Provides an API that can be queried by our UI frontend to broadcast updates.
Has access to the metadata storage for responding to API requests.
Supports SSE, allowing developer to view real-time metadata from the pub-sub backend servers.
To ensure updates from the pub-sub servers are not sent to the dashboard server if there are clients connected to the dashboard, I used event-driven design.
By default, the pub-sub servers do not make send updates for connections to the dashboard.
When the clients connected to the dashboard /api/events route goes from 0 to 1, it triggers a broadcast of requests to all running instances of the pub-sub backend.
The broadcast serves 2 purposes:
- instruct the pub-sub servers to start sending requests to the dashboard api on every connection open or close
- retrieve the number of current connections to each document in memory
The response is a collection of current connections for each document, givinng an up to date reading of all current connections.
When the connected clients count falls back to 0, the dashboard server repeats the reverse process. It sends a request to all running pub-sub servers that deactivates the connection update requests.
On startup, the pub-sub servers make an api request to the dashboard service to determine if it is active or not. This prevents an edge case where servers are scaled in after the dashboard server sent the activation request.
Connections are the only metadata provided, but you could potentially provide more detailed metadata, like real-time state for a given room, log each update for a room, etc.
For example, viewing real-time state:
- subscribe to the redis channel of a given doc
- find locations of the doc by querying DynamoDB
- query any of the server ips received to retrieve the current state of a doc
- merge the returned encoded state with a new local Ydoc
- as updates come in from redis channel, unencode, turn to JSON.
- likely this last step would be more efficient if done client-side using yjs,
An easier implementation would be to simply modify the server /api/room route. Currently it uses the list of docs in memory to only return connections size, but it could easily return the whole document state in memory. Although it wouldn't be real-time as an event is only published the the dashboard api from the pub-sub server when a connection opens or closes.
Modifying the pub-sub backend to not only send updates for connections, but all updates for every document could also be easily achieved by adding
another property on the dashboard
object stored in memory on every pub-sub server instance. The property could be used to conditionally to send a request to the dashboard on document updates.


_Your task_: Pick out each line in these entries that contains the string "their".

_Source data_:
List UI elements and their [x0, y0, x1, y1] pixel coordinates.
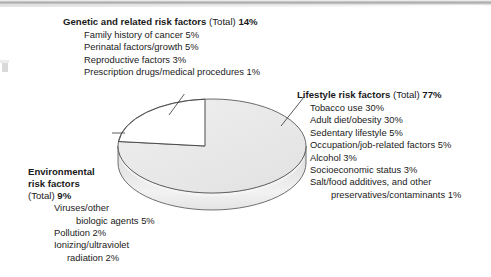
- lifestyle-item-1: Adult diet/obesity 30%: [310, 114, 461, 126]
- lifestyle-title-total: (Total): [390, 89, 422, 100]
- genetic-item-3: Prescription drugs/medical procedures 1%: [84, 66, 260, 78]
- environmental-item-1-line1: Pollution 2%: [54, 227, 155, 239]
- genetic-item-0: Family history of cancer 5%: [84, 29, 260, 41]
- lifestyle-item-0: Tobacco use 30%: [310, 102, 461, 114]
- lifestyle-item-6-line2: preservatives/contaminants 1%: [331, 189, 461, 201]
- environmental-total-word: (Total): [28, 190, 57, 201]
- lifestyle-item-3: Occupation/job-related factors 5%: [310, 139, 461, 151]
- lifestyle-item-5: Socioeconomic status 3%: [310, 164, 461, 176]
- environmental-title-line1: Environmental: [28, 166, 155, 178]
- genetic-title-percent: 14%: [238, 16, 257, 27]
- callout-genetic-risk-factors: Genetic and related risk factors (Total)…: [63, 16, 260, 79]
- callout-lifestyle-risk-factors: Lifestyle risk factors (Total) 77% Tobac…: [297, 89, 461, 201]
- environmental-title-total: (Total) 9%: [28, 190, 155, 203]
- genetic-item-list: Family history of cancer 5% Perinatal fa…: [84, 29, 260, 79]
- figure-canvas: Genetic and related risk factors (Total)…: [0, 0, 491, 277]
- lifestyle-item-list: Tobacco use 30% Adult diet/obesity 30% S…: [310, 102, 461, 201]
- lifestyle-item-4: Alcohol 3%: [310, 152, 461, 164]
- environmental-total-percent: 9%: [57, 190, 71, 201]
- environmental-item-2-line1: Ionizing/ultraviolet: [54, 239, 155, 251]
- pie-slice-genetic-exploded: [119, 99, 205, 146]
- lifestyle-title-percent: 77%: [422, 89, 441, 100]
- environmental-item-0-line1: Viruses/other: [54, 202, 155, 214]
- lifestyle-title-bold: Lifestyle risk factors: [297, 89, 390, 100]
- genetic-title-total: (Total): [206, 16, 238, 27]
- environmental-item-0-line2: biologic agents 5%: [76, 215, 155, 227]
- environmental-item-list: Viruses/other biologic agents 5% Polluti…: [54, 202, 155, 264]
- genetic-title: Genetic and related risk factors (Total)…: [63, 16, 260, 28]
- lifestyle-item-2: Sedentary lifestyle 5%: [310, 127, 461, 139]
- environmental-title-line2: risk factors: [28, 178, 155, 190]
- genetic-title-bold: Genetic and related risk factors: [63, 16, 206, 27]
- lifestyle-title: Lifestyle risk factors (Total) 77%: [297, 89, 461, 101]
- genetic-item-2: Reproductive factors 3%: [84, 54, 260, 66]
- environmental-item-2-line2: radiation 2%: [67, 252, 155, 264]
- scan-left-speck-artifact: [2, 63, 8, 72]
- scan-top-edge-artifact-secondary: [0, 5, 483, 7]
- lifestyle-item-6-line1: Salt/food additives, and other: [310, 176, 461, 188]
- genetic-item-1: Perinatal factors/growth 5%: [84, 41, 260, 53]
- callout-environmental-risk-factors: Environmental risk factors (Total) 9% Vi…: [28, 166, 155, 264]
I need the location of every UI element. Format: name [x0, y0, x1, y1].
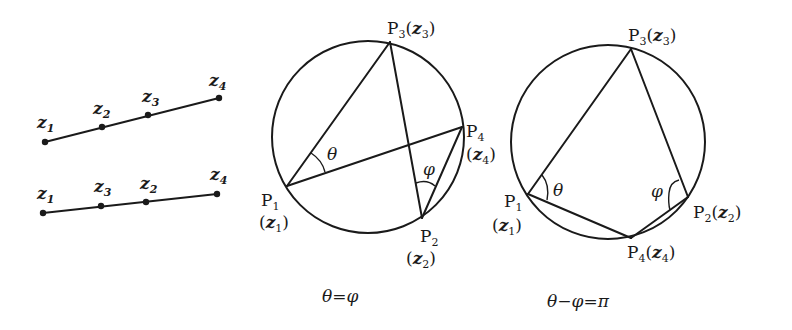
chord-p3-p2 — [631, 49, 688, 197]
chord-p1-p4 — [287, 127, 462, 186]
point-z1-bottom — [40, 210, 46, 216]
angle-theta-arc — [542, 175, 548, 200]
label-p1: P1 — [504, 191, 522, 214]
label-p4: P4 — [466, 121, 484, 144]
label-z3-top: z3 — [141, 86, 160, 109]
point-z4-bottom — [214, 191, 220, 197]
chord-p3-p2 — [390, 42, 422, 218]
theta-label: θ — [553, 180, 563, 200]
circle-right — [511, 45, 705, 239]
cross-ratio-diagram: z1 z2 z3 z4 z1 z3 z2 z4 θ φ P3(z3) P4 (z… — [0, 0, 792, 330]
caption-right: θ−φ=π — [547, 291, 610, 311]
label-p3: P3(z3) — [387, 18, 435, 41]
chord-p1-p3 — [287, 42, 390, 186]
point-z4-top — [216, 95, 222, 101]
label-p4: P4(z4) — [627, 242, 675, 265]
point-z3-bottom — [98, 203, 104, 209]
angle-phi-arc — [416, 182, 435, 186]
left-panel: z1 z2 z3 z4 z1 z3 z2 z4 — [36, 70, 227, 216]
middle-panel: θ φ P3(z3) P4 (z4) P1 (z1) P2 (z2) θ=φ — [259, 18, 496, 306]
line-top: z1 z2 z3 z4 — [36, 70, 226, 145]
label-z1: (z1) — [492, 215, 522, 238]
label-z1-top: z1 — [36, 112, 54, 135]
label-p2: P2(z2) — [693, 202, 741, 225]
phi-label: φ — [651, 181, 663, 201]
point-z2-bottom — [143, 199, 149, 205]
label-z2: (z2) — [406, 248, 436, 271]
theta-label: θ — [327, 144, 337, 164]
phi-label: φ — [423, 159, 435, 179]
segment-bottom — [43, 194, 217, 213]
label-z2-bottom: z2 — [139, 173, 158, 196]
label-p3: P3(z3) — [628, 25, 676, 48]
point-z2-top — [99, 124, 105, 130]
label-p2: P2 — [420, 226, 438, 249]
label-p1: P1 — [261, 190, 279, 213]
label-z4-top: z4 — [208, 70, 226, 93]
point-z1-top — [42, 139, 48, 145]
label-z4: (z4) — [466, 144, 496, 167]
label-z3-bottom: z3 — [93, 176, 112, 199]
label-z1: (z1) — [259, 212, 289, 235]
chord-p4-p2 — [631, 197, 688, 238]
chord-p1-p4 — [528, 194, 631, 238]
label-z4-bottom: z4 — [209, 164, 227, 187]
label-z1-bottom: z1 — [36, 183, 54, 206]
angle-theta-arc — [311, 153, 325, 172]
caption-middle: θ=φ — [322, 286, 358, 306]
point-z3-top — [145, 112, 151, 118]
right-panel: θ φ P3(z3) P1 (z1) P2(z2) P4(z4) θ−φ=π — [492, 25, 741, 311]
line-bottom: z1 z3 z2 z4 — [36, 164, 227, 216]
label-z2-top: z2 — [92, 98, 111, 121]
segment-top — [45, 98, 219, 142]
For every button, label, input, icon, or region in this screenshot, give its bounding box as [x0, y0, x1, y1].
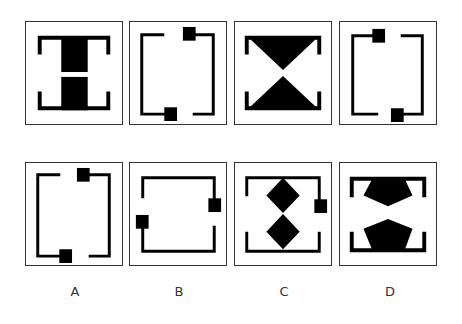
- bracket-squares-figure: [340, 22, 436, 124]
- rotated-bracket-squares-figure: [130, 163, 226, 265]
- diamonds-square-figure: [235, 163, 331, 265]
- option-label-b: B: [164, 284, 194, 299]
- sequence-panel-4: [339, 21, 437, 125]
- bracket-squares-figure: [26, 163, 122, 265]
- sequence-panel-2: [129, 21, 227, 125]
- sequence-panel-1: [25, 21, 123, 125]
- pentagons-figure: [340, 163, 436, 265]
- option-panel-a[interactable]: [25, 162, 123, 266]
- option-panel-d[interactable]: [339, 162, 437, 266]
- option-label-d: D: [375, 284, 405, 299]
- option-label-a: A: [60, 284, 90, 299]
- option-label-c: C: [269, 284, 299, 299]
- h-shape-figure: [26, 22, 122, 124]
- bracket-squares-figure: [130, 22, 226, 124]
- option-panel-b[interactable]: [129, 162, 227, 266]
- option-panel-c[interactable]: [234, 162, 332, 266]
- sequence-panel-3: [234, 21, 332, 125]
- hourglass-triangles-figure: [235, 22, 331, 124]
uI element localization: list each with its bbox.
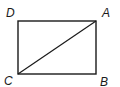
vertex-label-d: D <box>6 6 15 20</box>
vertex-label-b: B <box>100 75 108 87</box>
rectangle-diagram: D A C B <box>0 0 120 87</box>
vertex-label-c: C <box>4 74 13 87</box>
diagonal-ca <box>18 21 96 74</box>
vertex-label-a: A <box>101 6 110 20</box>
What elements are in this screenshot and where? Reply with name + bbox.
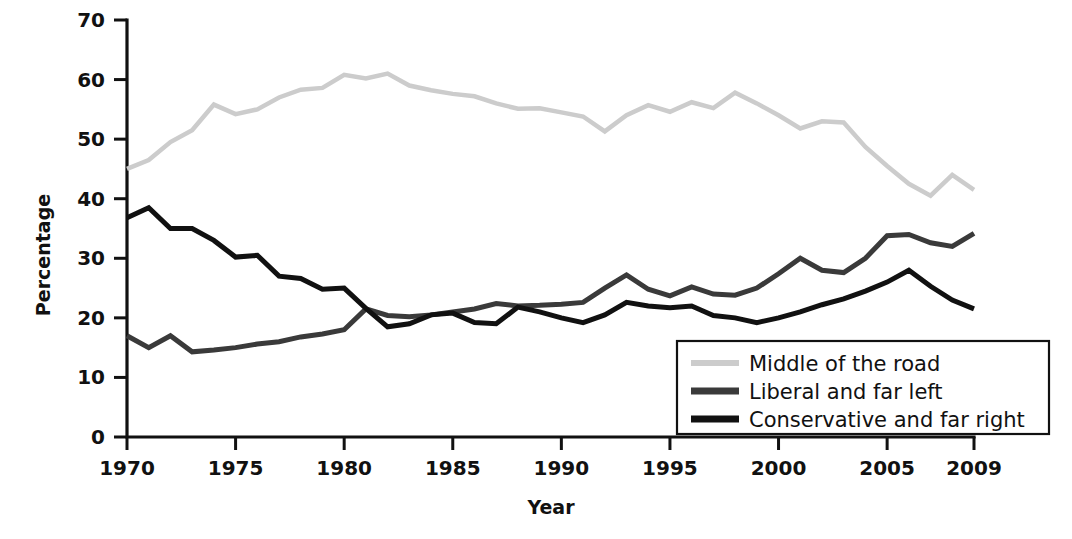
y-tick-label: 60 (77, 68, 105, 92)
line-chart: 0102030405060701970197519801985199019952… (0, 0, 1072, 539)
data-series (127, 74, 974, 352)
series-line-middle-of-the-road (127, 74, 974, 196)
legend-label: Liberal and far left (749, 380, 943, 404)
x-tick-label: 2000 (751, 456, 807, 480)
chart-legend: Middle of the roadLiberal and far leftCo… (677, 341, 1049, 434)
y-tick-label: 50 (77, 127, 105, 151)
y-axis-label: Percentage (32, 194, 54, 316)
y-tick-label: 20 (77, 306, 105, 330)
x-tick-label: 2005 (859, 456, 915, 480)
y-tick-label: 40 (77, 187, 105, 211)
legend-label: Conservative and far right (749, 408, 1025, 432)
x-tick-label: 1985 (425, 456, 481, 480)
x-tick-label: 1990 (534, 456, 590, 480)
x-tick-label: 1975 (208, 456, 264, 480)
series-line-liberal-and-far-left (127, 233, 974, 352)
x-axis-label: Year (526, 496, 575, 518)
x-tick-label: 1970 (99, 456, 155, 480)
x-tick-label: 2009 (946, 456, 1002, 480)
y-tick-label: 10 (77, 365, 105, 389)
y-tick-label: 70 (77, 8, 105, 32)
legend-label: Middle of the road (749, 352, 940, 376)
x-tick-label: 1980 (316, 456, 372, 480)
series-line-conservative-and-far-right (127, 208, 974, 327)
chart-svg: 0102030405060701970197519801985199019952… (0, 0, 1072, 539)
y-tick-label: 30 (77, 246, 105, 270)
y-tick-label: 0 (91, 425, 105, 449)
x-tick-label: 1995 (642, 456, 698, 480)
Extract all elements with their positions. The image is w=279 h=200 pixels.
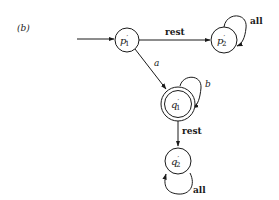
edge-label-q1-loop: b <box>205 79 211 89</box>
self-loop-q2 <box>165 173 192 194</box>
state-p2: p′2 <box>211 27 237 53</box>
edge-label-q2-loop: all <box>193 185 206 195</box>
state-p1: p′1 <box>115 28 139 52</box>
panel-label: (b) <box>17 23 30 33</box>
edge-p1-q1 <box>135 49 166 89</box>
state-q2: q′2 <box>165 148 191 174</box>
edge-label-p1-p2: rest <box>165 27 186 37</box>
edge-label-q1-q2: rest <box>182 126 203 136</box>
edge-label-p1-q1: a <box>154 58 159 68</box>
automaton-diagram: (b) rest all a b rest all p′1 p′2 q′1 q′… <box>0 0 279 200</box>
edge-label-p2-loop: all <box>250 16 263 26</box>
state-q1-accepting: q′1 <box>161 87 195 121</box>
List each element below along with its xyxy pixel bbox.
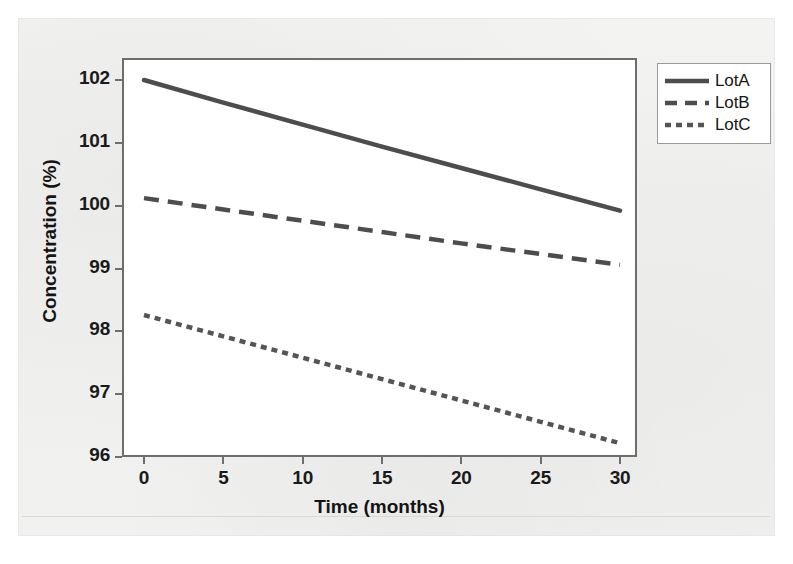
y-tick-mark xyxy=(115,205,122,207)
y-tick-mark xyxy=(115,142,122,144)
legend-label: LotB xyxy=(710,93,750,113)
legend-swatch-solid-icon xyxy=(664,74,710,88)
legend-item-lotc[interactable]: LotC xyxy=(664,114,765,136)
x-tick-label: 20 xyxy=(431,467,491,489)
x-tick-mark xyxy=(143,457,145,464)
x-tick-mark xyxy=(381,457,383,464)
y-tick-label: 98 xyxy=(64,318,110,340)
legend-label: LotA xyxy=(710,71,750,91)
y-tick-mark xyxy=(115,268,122,270)
y-tick-mark xyxy=(115,393,122,395)
x-tick-label: 15 xyxy=(352,467,412,489)
y-tick-label: 101 xyxy=(64,130,110,152)
y-tick-label: 99 xyxy=(64,256,110,278)
x-tick-label: 30 xyxy=(590,467,650,489)
y-tick-label: 102 xyxy=(64,67,110,89)
legend-item-lota[interactable]: LotA xyxy=(664,70,765,92)
legend-item-lotb[interactable]: LotB xyxy=(664,92,765,114)
x-tick-mark xyxy=(302,457,304,464)
y-tick-label: 100 xyxy=(64,193,110,215)
screenshot-page: 96979899100101102 051015202530 Time (mon… xyxy=(0,0,793,564)
y-tick-mark xyxy=(115,456,122,458)
y-tick-label: 96 xyxy=(64,444,110,466)
legend-swatch-dotted-icon xyxy=(664,118,710,132)
x-tick-mark xyxy=(460,457,462,464)
series-line-lotc xyxy=(144,315,620,443)
x-tick-label: 5 xyxy=(193,467,253,489)
legend-swatch-dashed-icon xyxy=(664,96,710,110)
chart-series-layer xyxy=(124,60,635,455)
y-tick-label: 97 xyxy=(64,381,110,403)
x-axis-title: Time (months) xyxy=(122,496,637,518)
y-axis-title: Concentration (%) xyxy=(39,91,61,391)
y-tick-mark xyxy=(115,330,122,332)
line-chart: 96979899100101102 051015202530 Time (mon… xyxy=(0,0,793,564)
legend-label: LotC xyxy=(710,115,751,135)
x-tick-label: 10 xyxy=(273,467,333,489)
x-tick-mark xyxy=(619,457,621,464)
chart-legend[interactable]: LotALotBLotC xyxy=(657,63,771,144)
x-tick-mark xyxy=(222,457,224,464)
x-tick-label: 0 xyxy=(114,467,174,489)
x-tick-mark xyxy=(540,457,542,464)
x-tick-label: 25 xyxy=(511,467,571,489)
y-tick-mark xyxy=(115,79,122,81)
series-line-lota xyxy=(144,80,620,211)
series-line-lotb xyxy=(144,198,620,265)
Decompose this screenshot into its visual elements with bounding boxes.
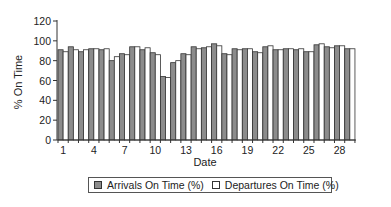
legend-label-arrivals: Arrivals On Time (%) xyxy=(107,179,204,191)
bar-departures xyxy=(155,55,160,140)
bar-arrivals xyxy=(263,47,268,140)
bar-arrivals xyxy=(160,77,165,140)
x-tick-label: 10 xyxy=(149,144,161,156)
x-tick-label: 25 xyxy=(303,144,315,156)
bar-departures xyxy=(145,48,150,140)
bar-departures xyxy=(227,55,232,140)
bar-departures xyxy=(350,49,355,140)
bar-departures xyxy=(329,48,334,140)
bar-departures xyxy=(217,46,222,140)
bar-departures xyxy=(268,46,273,140)
arrivals-swatch-icon xyxy=(94,181,102,189)
bar-arrivals xyxy=(334,46,339,140)
x-tick-label: 1 xyxy=(60,144,66,156)
x-tick-label: 16 xyxy=(211,144,223,156)
bar-chart: 020406080100120 14710131619222528 Date %… xyxy=(0,0,391,175)
y-tick-label: 80 xyxy=(39,55,51,67)
y-axis: 020406080100120 xyxy=(33,15,57,146)
y-tick-label: 0 xyxy=(45,134,51,146)
bar-arrivals xyxy=(283,49,288,140)
bar-arrivals xyxy=(119,54,124,140)
bar-arrivals xyxy=(58,50,63,140)
bar-departures xyxy=(73,50,78,140)
bar-arrivals xyxy=(324,47,329,140)
legend-label-departures: Departures On Time (%) xyxy=(225,179,339,191)
y-tick-label: 20 xyxy=(39,114,51,126)
bar-arrivals xyxy=(314,45,319,140)
bar-departures xyxy=(319,44,324,140)
bar-departures xyxy=(186,55,191,140)
bar-arrivals xyxy=(345,49,350,140)
bar-departures xyxy=(196,49,201,140)
bar-arrivals xyxy=(181,54,186,140)
legend-item-arrivals: Arrivals On Time (%) xyxy=(94,179,204,191)
bar-arrivals xyxy=(212,44,217,140)
bar-departures xyxy=(247,49,252,140)
x-axis-title: Date xyxy=(193,156,216,168)
x-tick-label: 28 xyxy=(334,144,346,156)
bar-arrivals xyxy=(253,52,258,140)
bar-arrivals xyxy=(232,49,237,140)
bar-arrivals xyxy=(78,52,83,140)
y-tick-label: 40 xyxy=(39,94,51,106)
bar-departures xyxy=(299,49,304,140)
y-tick-label: 120 xyxy=(33,15,51,27)
bar-departures xyxy=(104,49,109,140)
bar-departures xyxy=(340,46,345,140)
bar-arrivals xyxy=(171,63,176,140)
bar-departures xyxy=(258,53,263,140)
legend: Arrivals On Time (%) Departures On Time … xyxy=(88,177,332,193)
bar-arrivals xyxy=(68,47,73,140)
bar-departures xyxy=(278,50,283,140)
bar-departures xyxy=(94,49,99,140)
bar-departures xyxy=(206,47,211,140)
bar-arrivals xyxy=(130,47,135,140)
bar-departures xyxy=(114,57,119,140)
x-tick-label: 13 xyxy=(180,144,192,156)
bar-departures xyxy=(288,49,293,140)
bar-departures xyxy=(84,50,89,140)
bar-departures xyxy=(237,50,242,140)
bar-series xyxy=(58,44,355,140)
bar-arrivals xyxy=(150,53,155,140)
bar-arrivals xyxy=(273,50,278,140)
bar-arrivals xyxy=(294,50,299,140)
bar-arrivals xyxy=(191,47,196,140)
bar-departures xyxy=(135,47,140,140)
x-tick-label: 4 xyxy=(91,144,97,156)
x-tick-label: 19 xyxy=(242,144,254,156)
bar-arrivals xyxy=(242,49,247,140)
bar-arrivals xyxy=(201,48,206,140)
bar-departures xyxy=(176,61,181,140)
bar-arrivals xyxy=(89,49,94,140)
legend-item-departures: Departures On Time (%) xyxy=(212,179,339,191)
bar-arrivals xyxy=(304,52,309,140)
y-tick-label: 60 xyxy=(39,75,51,87)
bar-arrivals xyxy=(109,61,114,140)
bar-departures xyxy=(309,52,314,140)
bar-departures xyxy=(166,78,171,140)
x-axis: 14710131619222528 xyxy=(57,140,356,156)
bar-departures xyxy=(125,55,130,140)
x-tick-label: 7 xyxy=(122,144,128,156)
bar-arrivals xyxy=(140,50,145,140)
bar-arrivals xyxy=(99,50,104,140)
y-tick-label: 100 xyxy=(33,35,51,47)
x-tick-label: 22 xyxy=(272,144,284,156)
bar-departures xyxy=(63,52,68,140)
y-axis-title: % On Time xyxy=(12,55,24,109)
departures-swatch-icon xyxy=(212,181,220,189)
bar-arrivals xyxy=(222,54,227,140)
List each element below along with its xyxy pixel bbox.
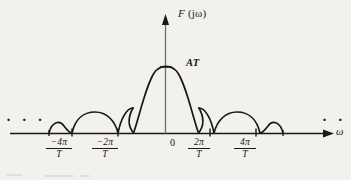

_Answer section_:
List UI elements and their [x0, y0, x1, y1] pixel coordinates.
Extract all elements with their positions. The image is w=279 h=200 pixels.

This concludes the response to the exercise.